Hungarian Jews Going through 'Selection' Process at AuschwitzII-Birkenau, 1944
Credit: Yad Vashem (photo likely taken by an SS officer). Public domain. Prisoners selected were either gassed or sent to work.
It might be said the Rudolf Höss is a monster, or monstrous, for carrying out ruthlessly the plan to exterminate millions. But he was a functionary, a tool, an expression of an ideology. Mrs. Höss was by far (in my opinion) more monstrous. She was an intrinsic part of the monstrous plan, but she did so for trinkets, for a lifestyle.
She wanted her house, her flowers her swimming pool. She wanted the servants and the prestige of her husband's position. It mattered not that the smoke from the crematoriums would rise up over the fence, that barbed wire ringed her property. She was not blind to it. She embraced these tools that enabled her to have 'gardeners', free labor sent from the camp to do her bidding. It is apparent in the film that she didn't have to lift a finger.
I watched this movie twice. Each time I was perplexed more by Rudolf Höss than by his wife. She was not a cipher. She was devoid of morality. He, on the other hand, seemed to be more complex. The last scene of the movie suggests this, when he is shutting off the lights to a building, going down flights of stairs, and stops to wretch several times.
In this clip, the scene where Rudolf Höss wretches alternates with a modern day scenes of workers cleaning the Auschwitz-Birkenau Memorial and Museum.
The Zone of Interest is a brilliant film. I had never heard of it before I chanced upon it when I was channel surfing. The film won many awards, among them an Oscar for Best International Feature film.
There is much that is remarkable about this film, but the sound deserves special mention. Hard to describe, it sort of tells the story on its own and fittingly won several prizes from different organizations. Also, the visual effects are startlingly effective: a black screen, like a void; a blood-red flower that fills the screen and lingers.
The acting is appropriately low key. The story is about mundane lives lived in unbelievably extraordinary circumstances.
The movie can be viewed on a number of streaming services, including Amazon Prime, Hulu and Max. I saw it on Max.
Film Facts
- Producers(From Wikipedia)
James Wilson
Ewa Puszczyńska - Run time (From Wikipedia)
102 Minutes
(Information below derived from IMDB) - Director Jonathan Glazer
- Writer Jonathan Glazer Martin Amis (Amis wrote the book upon which the film is loosely based)
- Main Actors
Sandra Hüller as Hedvig Höss
Christian Friedel as Rudolf Höss
Ooh wow
This movie is a must watch. I didn’t know how the WorldWarll starred until now
Thanks for sharing
Such a harrowing film.
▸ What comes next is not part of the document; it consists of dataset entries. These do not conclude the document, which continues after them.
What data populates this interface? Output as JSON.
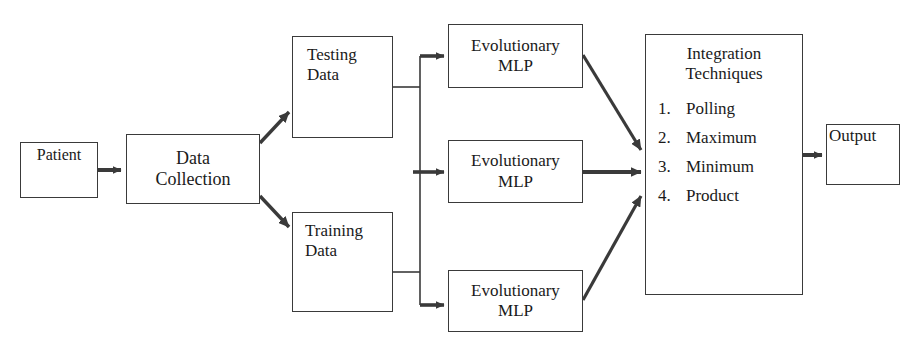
{
  "diagram": {
    "stroke_color": "#3a3a3a",
    "text_color": "#1a1a1a",
    "background_color": "#ffffff"
  },
  "nodes": {
    "patient": {
      "label": "Patient"
    },
    "data_collection": {
      "line1": "Data",
      "line2": "Collection"
    },
    "testing_data": {
      "line1": "Testing",
      "line2": "Data"
    },
    "training_data": {
      "line1": "Training",
      "line2": "Data"
    },
    "mlp_1": {
      "line1": "Evolutionary",
      "line2": "MLP"
    },
    "mlp_2": {
      "line1": "Evolutionary",
      "line2": "MLP"
    },
    "mlp_3": {
      "line1": "Evolutionary",
      "line2": "MLP"
    },
    "integration": {
      "title_line1": "Integration",
      "title_line2": "Techniques",
      "items": [
        {
          "number": "1.",
          "label": "Polling"
        },
        {
          "number": "2.",
          "label": "Maximum"
        },
        {
          "number": "3.",
          "label": "Minimum"
        },
        {
          "number": "4.",
          "label": "Product"
        }
      ]
    },
    "output": {
      "label": "Output"
    }
  }
}
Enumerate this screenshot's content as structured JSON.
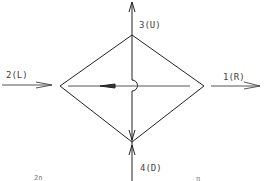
{
  "diagram": {
    "type": "flow-junction",
    "shape": "diamond",
    "ports": [
      {
        "id": "1",
        "direction": "R",
        "label": "1(R)",
        "flow": "out"
      },
      {
        "id": "2",
        "direction": "L",
        "label": "2(L)",
        "flow": "in"
      },
      {
        "id": "3",
        "direction": "U",
        "label": "3(U)",
        "flow": "out"
      },
      {
        "id": "4",
        "direction": "D",
        "label": "4(D)",
        "flow": "in"
      }
    ],
    "footer": {
      "left_text": "2n",
      "right_text": "π"
    },
    "colors": {
      "line": "#222222",
      "text": "#444444",
      "background": "#ffffff"
    }
  }
}
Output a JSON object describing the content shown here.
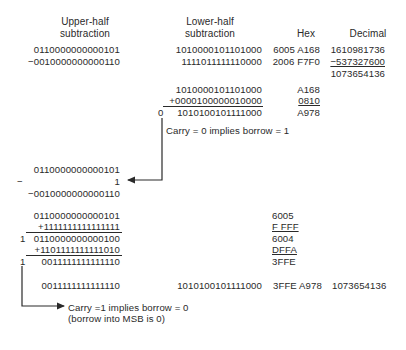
{
  "headers": {
    "upper_1": "Upper-half",
    "upper_2": "subtraction",
    "lower_1": "Lower-half",
    "lower_2": "subtraction",
    "hex": "Hex",
    "decimal": "Decimal"
  },
  "top": {
    "upper_a": "0110000000000101",
    "upper_b": "−0010000000000110",
    "lower_a": "1010000101101000",
    "lower_b": "1111011111110000",
    "hex_a": "6005 A168",
    "hex_b": "2006  F7F0",
    "dec_a": "1610981736",
    "dec_b": "−537327600",
    "dec_result": "1073654136"
  },
  "lower_add": {
    "a": "1010000101101000",
    "b": "+0000100000010000",
    "carry": "0",
    "result": "1010100101111000",
    "hex_a": "A168",
    "hex_b": "0810",
    "hex_result": "A978",
    "note": "Carry = 0  implies borrow = 1"
  },
  "borrow_block": {
    "a": "0110000000000101",
    "minus": "−",
    "one": "1",
    "b": "−0010000000000110"
  },
  "upper_add": {
    "a": "0110000000000101",
    "b": "+1111111111111111",
    "carry1": "1",
    "r1": "0110000000000100",
    "c": "+1101111111111010",
    "carry2": "1",
    "r2": "0011111111111110",
    "hex_a": "6005",
    "hex_b": "F FFF",
    "hex_r1": "6004",
    "hex_c": "DFFA",
    "hex_r2": "3FFE"
  },
  "final": {
    "upper": "0011111111111110",
    "lower": "1010100101111000",
    "hex": "3FFE A978",
    "decimal": "1073654136",
    "note_1": "Carry =1 implies borrow = 0",
    "note_2": "(borrow into MSB is 0)"
  }
}
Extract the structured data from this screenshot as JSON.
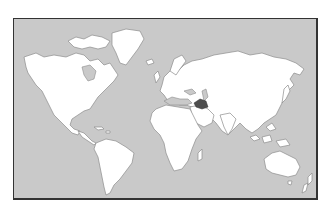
{
  "map": {
    "type": "world-outline-map",
    "projection": "miller-like",
    "colors": {
      "ocean": "#c9c9c9",
      "land": "#ffffff",
      "coastline": "#8c8c8c",
      "highlight": "#4d4d4d",
      "frame": "#333333"
    },
    "highlighted_regions": [
      {
        "name": "Iraq",
        "color": "#4d4d4d"
      }
    ]
  }
}
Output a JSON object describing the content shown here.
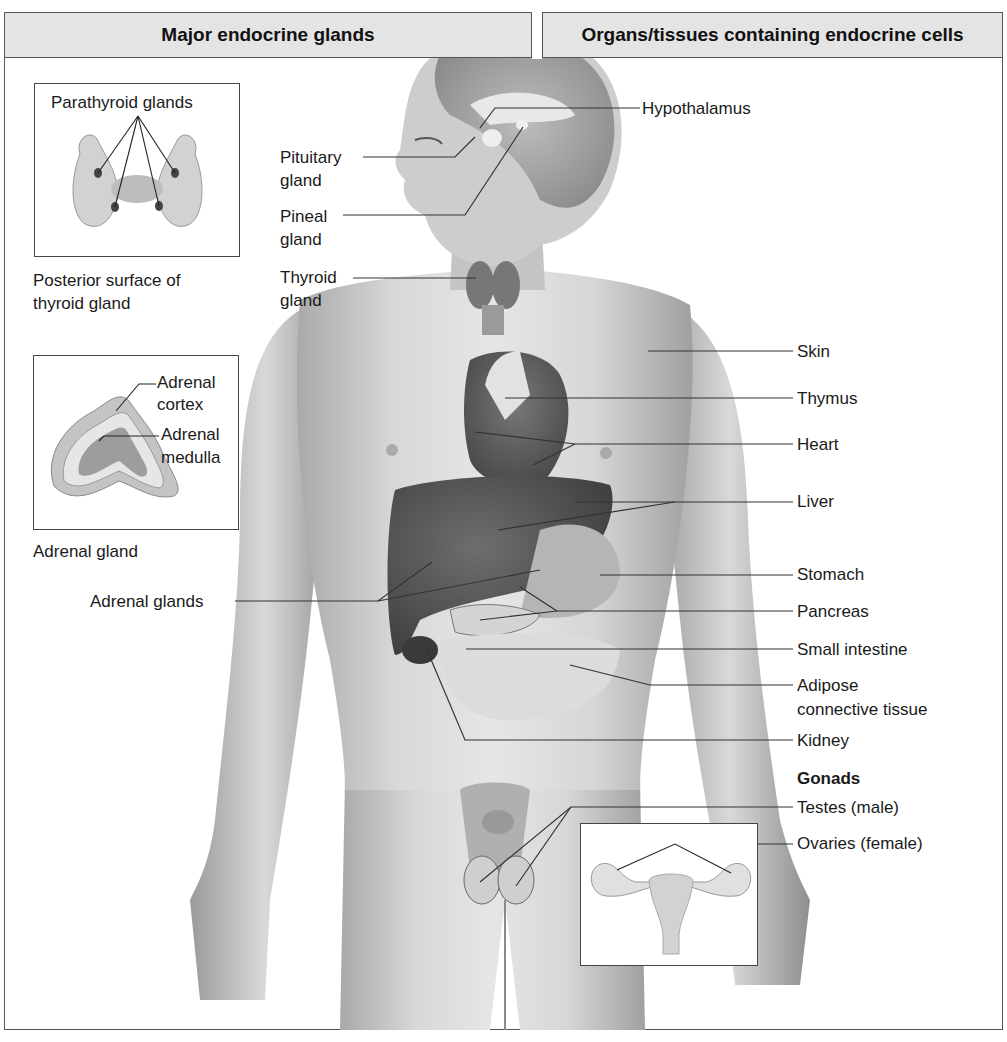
{
  "headers": {
    "left": "Major endocrine glands",
    "right": "Organs/tissues containing endocrine cells"
  },
  "insets": {
    "thyroid": {
      "callout": "Parathyroid glands",
      "caption_line1": "Posterior surface of",
      "caption_line2": "thyroid gland"
    },
    "adrenal": {
      "cortex_line1": "Adrenal",
      "cortex_line2": "cortex",
      "medulla_line1": "Adrenal",
      "medulla_line2": "medulla",
      "caption": "Adrenal gland"
    },
    "ovaries": {
      "depicts": "uterus-and-ovaries"
    }
  },
  "left_labels": {
    "pituitary_line1": "Pituitary",
    "pituitary_line2": "gland",
    "pineal_line1": "Pineal",
    "pineal_line2": "gland",
    "thyroid_line1": "Thyroid",
    "thyroid_line2": "gland",
    "adrenal_glands": "Adrenal glands"
  },
  "right_labels": {
    "hypothalamus": "Hypothalamus",
    "skin": "Skin",
    "thymus": "Thymus",
    "heart": "Heart",
    "liver": "Liver",
    "stomach": "Stomach",
    "pancreas": "Pancreas",
    "small_intestine": "Small intestine",
    "adipose_line1": "Adipose",
    "adipose_line2": "connective tissue",
    "kidney": "Kidney",
    "gonads_heading": "Gonads",
    "testes": "Testes (male)",
    "ovaries": "Ovaries (female)"
  },
  "colors": {
    "header_bg": "#e4e4e4",
    "frame": "#555555",
    "leader_line": "#333333",
    "skin_tone": "#cfcfcf",
    "organ_dark": "#5a5a5a"
  }
}
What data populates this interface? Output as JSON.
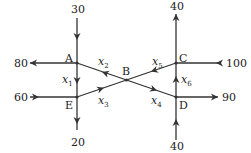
{
  "diagram": {
    "type": "traffic-flow-network",
    "nodes": [
      {
        "id": "A",
        "label": "A"
      },
      {
        "id": "B",
        "label": "B"
      },
      {
        "id": "C",
        "label": "C"
      },
      {
        "id": "D",
        "label": "D"
      },
      {
        "id": "E",
        "label": "E"
      }
    ],
    "external_flows": {
      "A_in_top": "30",
      "A_out_left": "80",
      "E_in_left": "60",
      "E_out_bottom": "20",
      "C_out_top": "40",
      "C_in_right": "100",
      "D_out_right": "90",
      "D_in_bottom": "40"
    },
    "variables": {
      "x1": {
        "name": "x",
        "sub": "1",
        "from": "A",
        "to": "E"
      },
      "x2": {
        "name": "x",
        "sub": "2",
        "from": "B",
        "to": "A"
      },
      "x3": {
        "name": "x",
        "sub": "3",
        "from": "E",
        "to": "B"
      },
      "x4": {
        "name": "x",
        "sub": "4",
        "from": "B",
        "to": "D"
      },
      "x5": {
        "name": "x",
        "sub": "5",
        "from": "C",
        "to": "B"
      },
      "x6": {
        "name": "x",
        "sub": "6",
        "from": "D",
        "to": "C"
      }
    },
    "line_color": "#333333"
  }
}
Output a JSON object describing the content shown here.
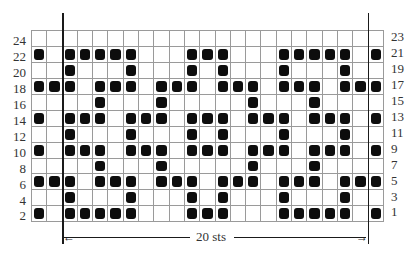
{
  "chart_data": {
    "type": "heatmap",
    "title": "",
    "columns": 23,
    "rows": [
      {
        "left_label": "24",
        "right_label": "23",
        "filled": []
      },
      {
        "left_label": "22",
        "right_label": "21",
        "filled": [
          0,
          2,
          3,
          4,
          5,
          6,
          10,
          11,
          12,
          16,
          17,
          18,
          19,
          20,
          22
        ]
      },
      {
        "left_label": "20",
        "right_label": "19",
        "filled": [
          2,
          6,
          10,
          12,
          16,
          20
        ]
      },
      {
        "left_label": "18",
        "right_label": "17",
        "filled": [
          0,
          1,
          2,
          4,
          5,
          6,
          8,
          9,
          10,
          12,
          13,
          14,
          16,
          17,
          18,
          20,
          21,
          22
        ]
      },
      {
        "left_label": "16",
        "right_label": "15",
        "filled": [
          4,
          8,
          14,
          18
        ]
      },
      {
        "left_label": "14",
        "right_label": "13",
        "filled": [
          0,
          2,
          3,
          4,
          6,
          7,
          8,
          10,
          11,
          12,
          14,
          15,
          16,
          18,
          19,
          20,
          22
        ]
      },
      {
        "left_label": "12",
        "right_label": "11",
        "filled": [
          2,
          6,
          10,
          12,
          16,
          20
        ]
      },
      {
        "left_label": "10",
        "right_label": "9",
        "filled": [
          0,
          2,
          3,
          4,
          6,
          7,
          8,
          10,
          11,
          12,
          14,
          15,
          16,
          18,
          19,
          20,
          22
        ]
      },
      {
        "left_label": "8",
        "right_label": "7",
        "filled": [
          4,
          8,
          14,
          18
        ]
      },
      {
        "left_label": "6",
        "right_label": "5",
        "filled": [
          0,
          1,
          2,
          4,
          5,
          6,
          8,
          9,
          10,
          12,
          13,
          14,
          16,
          17,
          18,
          20,
          21,
          22
        ]
      },
      {
        "left_label": "4",
        "right_label": "3",
        "filled": [
          2,
          6,
          10,
          12,
          16,
          20
        ]
      },
      {
        "left_label": "2",
        "right_label": "1",
        "filled": [
          0,
          2,
          3,
          4,
          5,
          6,
          10,
          11,
          12,
          16,
          17,
          18,
          19,
          20,
          22
        ]
      }
    ],
    "repeat": {
      "start_column": 2,
      "end_column": 21,
      "label": "20 sts"
    },
    "colors": {
      "filled": "#0d0d0d",
      "empty": "#ffffff",
      "gridline": "#9a9a9a"
    }
  },
  "repeat_label": "20 sts"
}
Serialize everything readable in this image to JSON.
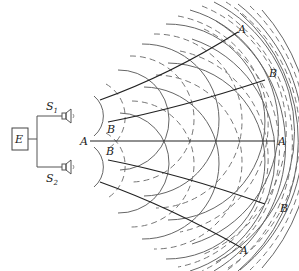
{
  "diagram": {
    "source_box_label": "E",
    "speakers": [
      {
        "label": "S",
        "subscript": "1"
      },
      {
        "label": "S",
        "subscript": "2"
      }
    ],
    "line_labels": {
      "antinode_center_left": "A",
      "antinode_center_right": "A",
      "antinode_top": "A",
      "antinode_bottom": "A",
      "node_top_right": "B",
      "node_bottom_right": "B",
      "node_top_left": "B",
      "node_bottom_left": "B"
    },
    "colors": {
      "wavefront": "#666666",
      "lines": "#222222",
      "background": "#ffffff"
    }
  }
}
Those ambient sounds of the horrors taking place over the wall while they relax in the garden has so much depth to it.
Yes. Harrowing. One of the most unforgettable movies I've ever seen.
Thanks for commenting and supporting, @moviesonhive.
I am too fascinated to know about world wars and I think this movie can be a good source to get knowledge. thanks for providing a detailed review, a great help. thanks.